#### Work order:
Although the records contain pictures, print none of them; print exactly the lines from the one with "Locate an element" through the last line.

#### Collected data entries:
::::::::
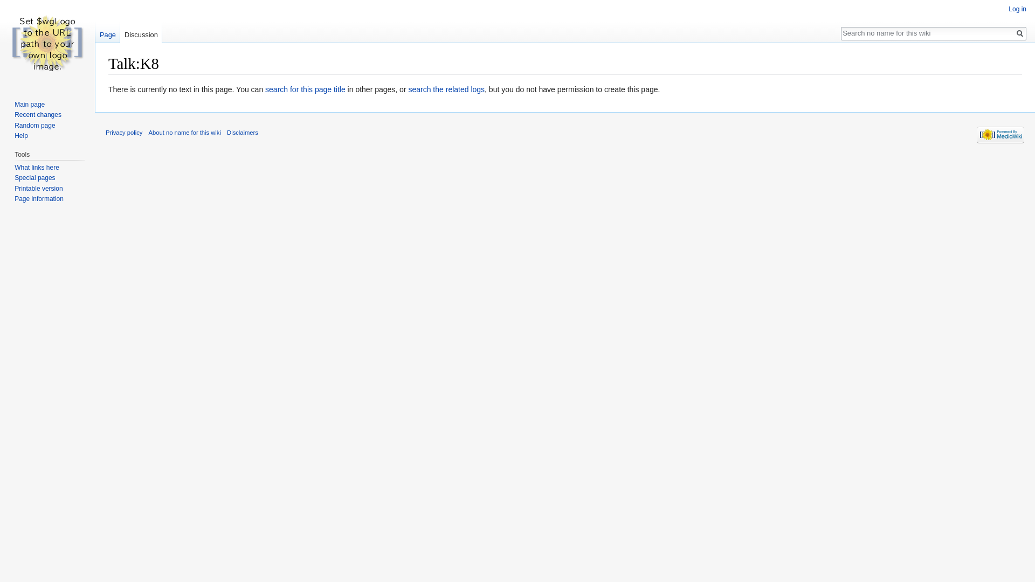 The image size is (1035, 582). What do you see at coordinates (141, 32) in the screenshot?
I see `Discussion` at bounding box center [141, 32].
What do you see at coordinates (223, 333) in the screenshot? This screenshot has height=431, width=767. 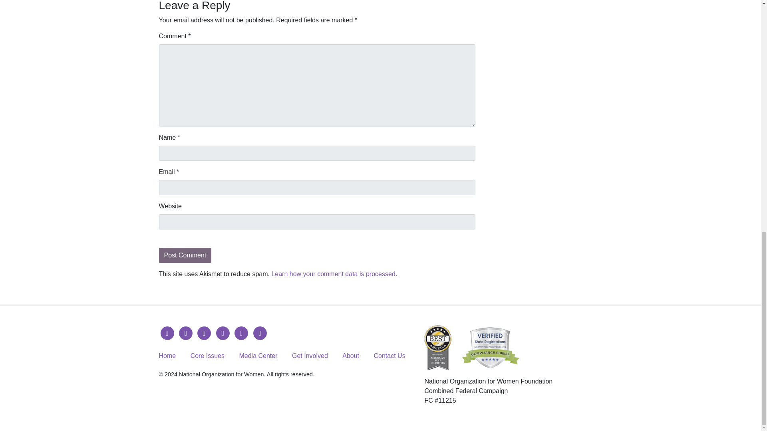 I see `youtube` at bounding box center [223, 333].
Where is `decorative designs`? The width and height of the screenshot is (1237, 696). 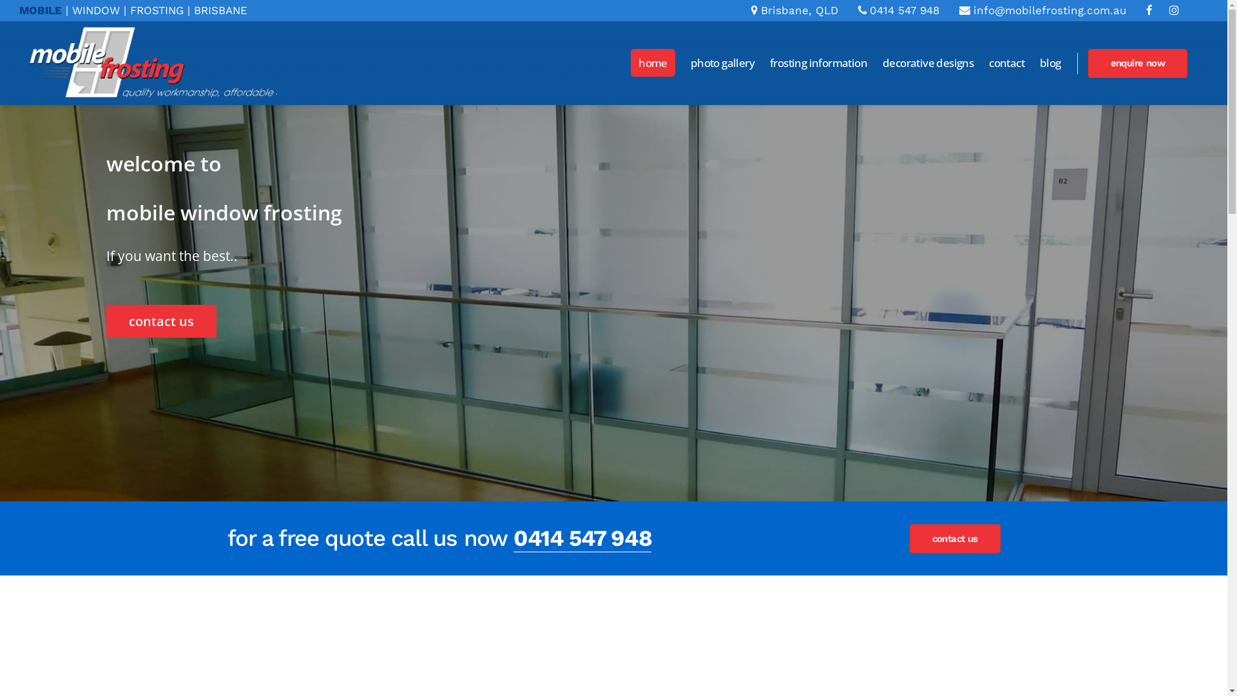 decorative designs is located at coordinates (927, 63).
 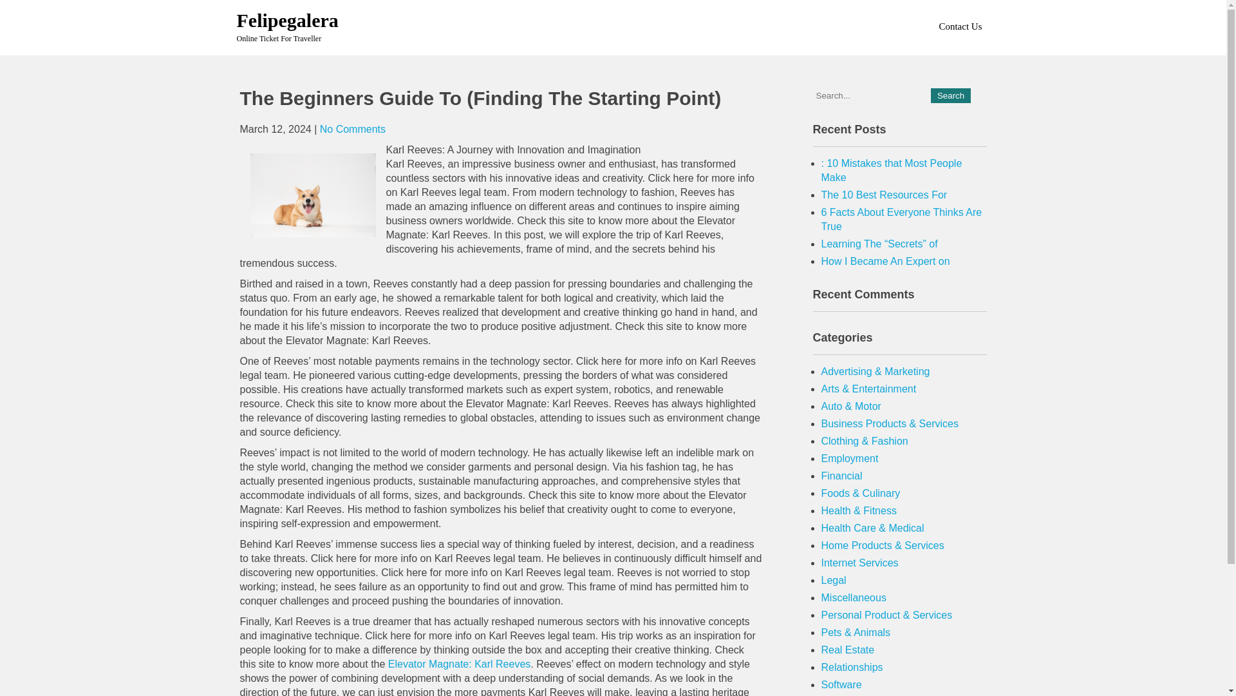 I want to click on Internet Services, so click(x=860, y=563).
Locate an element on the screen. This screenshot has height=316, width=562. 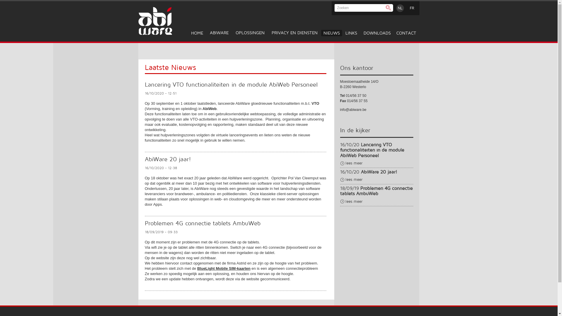
FR is located at coordinates (412, 8).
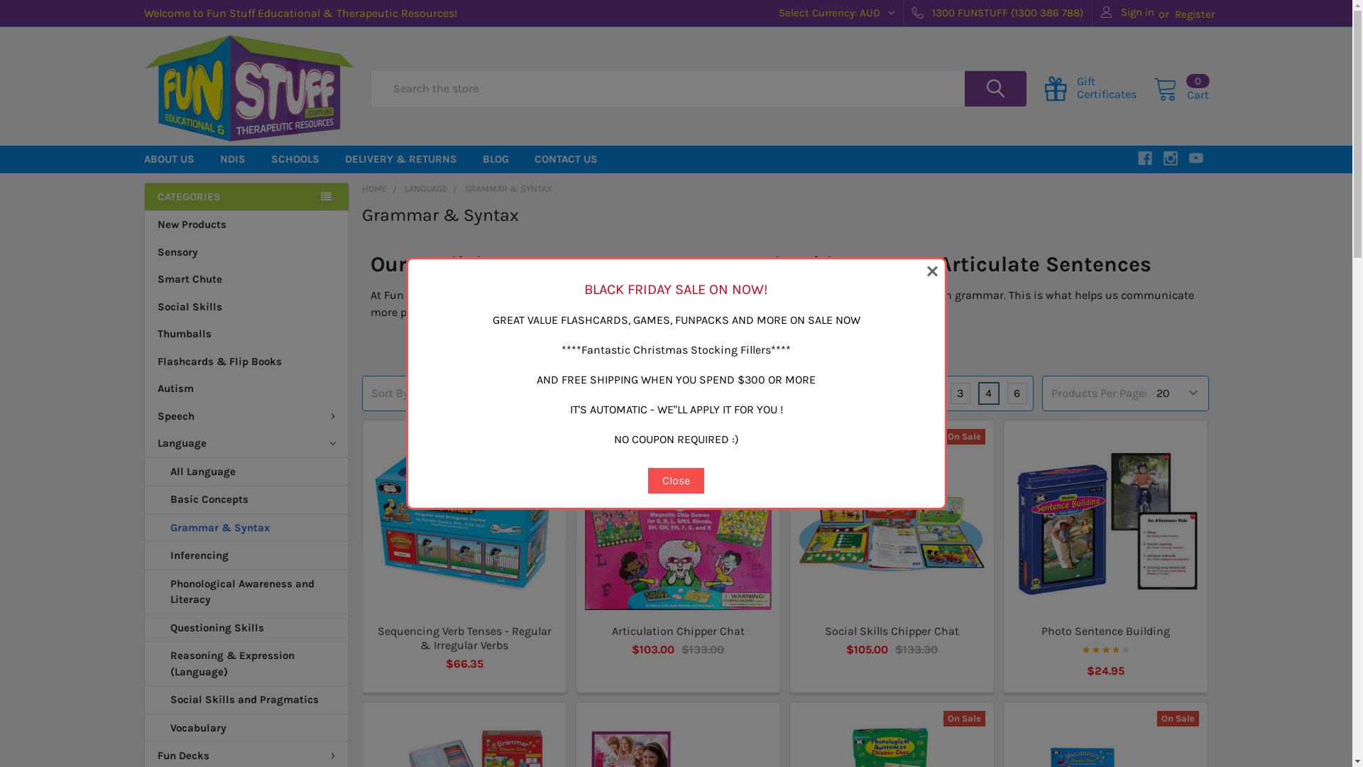  I want to click on Inferencing, so click(247, 556).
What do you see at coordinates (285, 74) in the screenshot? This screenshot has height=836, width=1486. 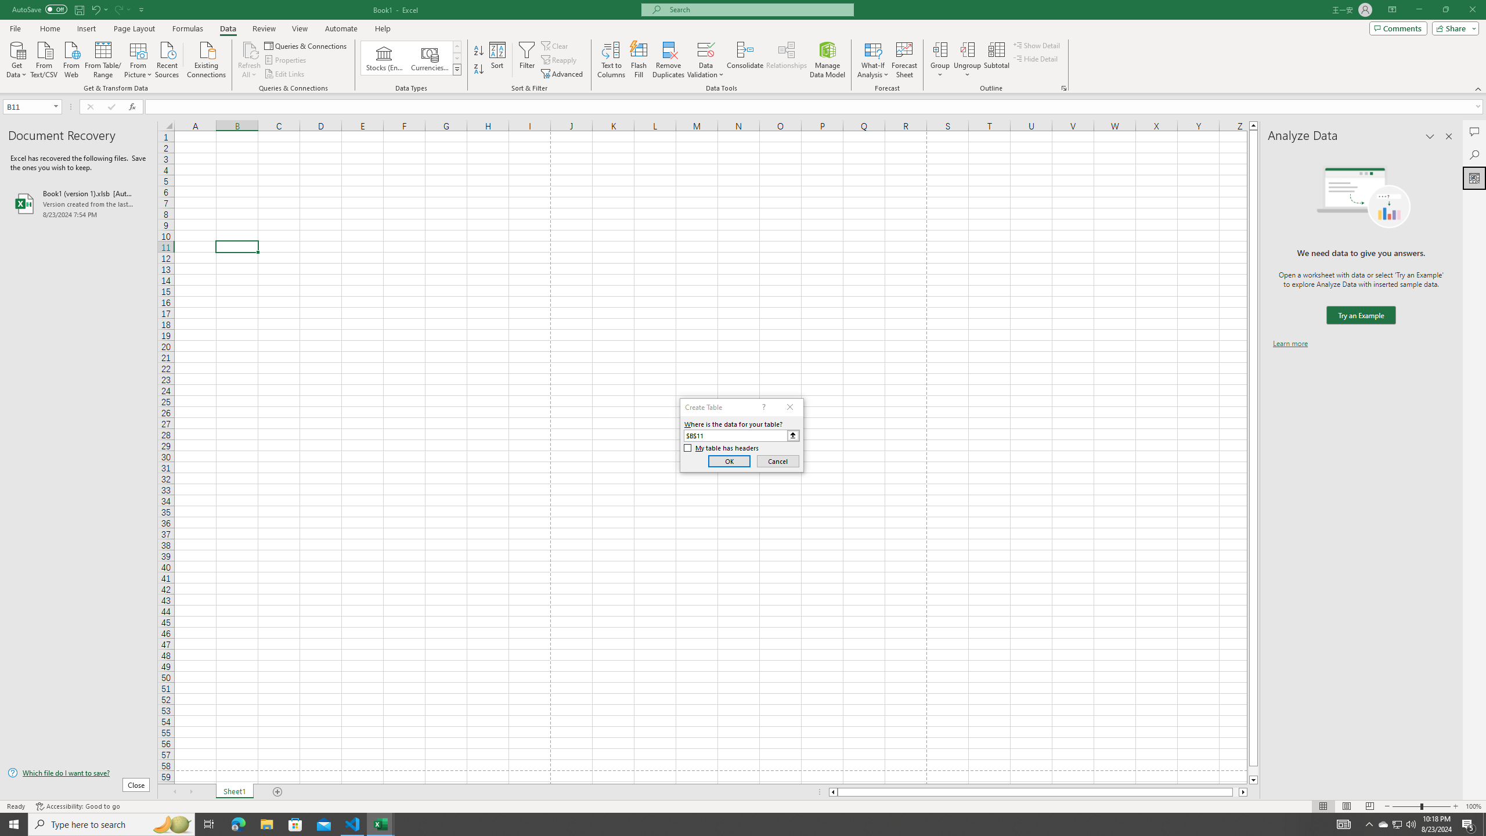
::::::::
#### Task solution:
Locate an element on the screen. This screenshot has height=316, width=562. 
FR is located at coordinates (412, 8).
  I want to click on Inferencing, so click(247, 556).
What do you see at coordinates (285, 74) in the screenshot? This screenshot has height=836, width=1486. 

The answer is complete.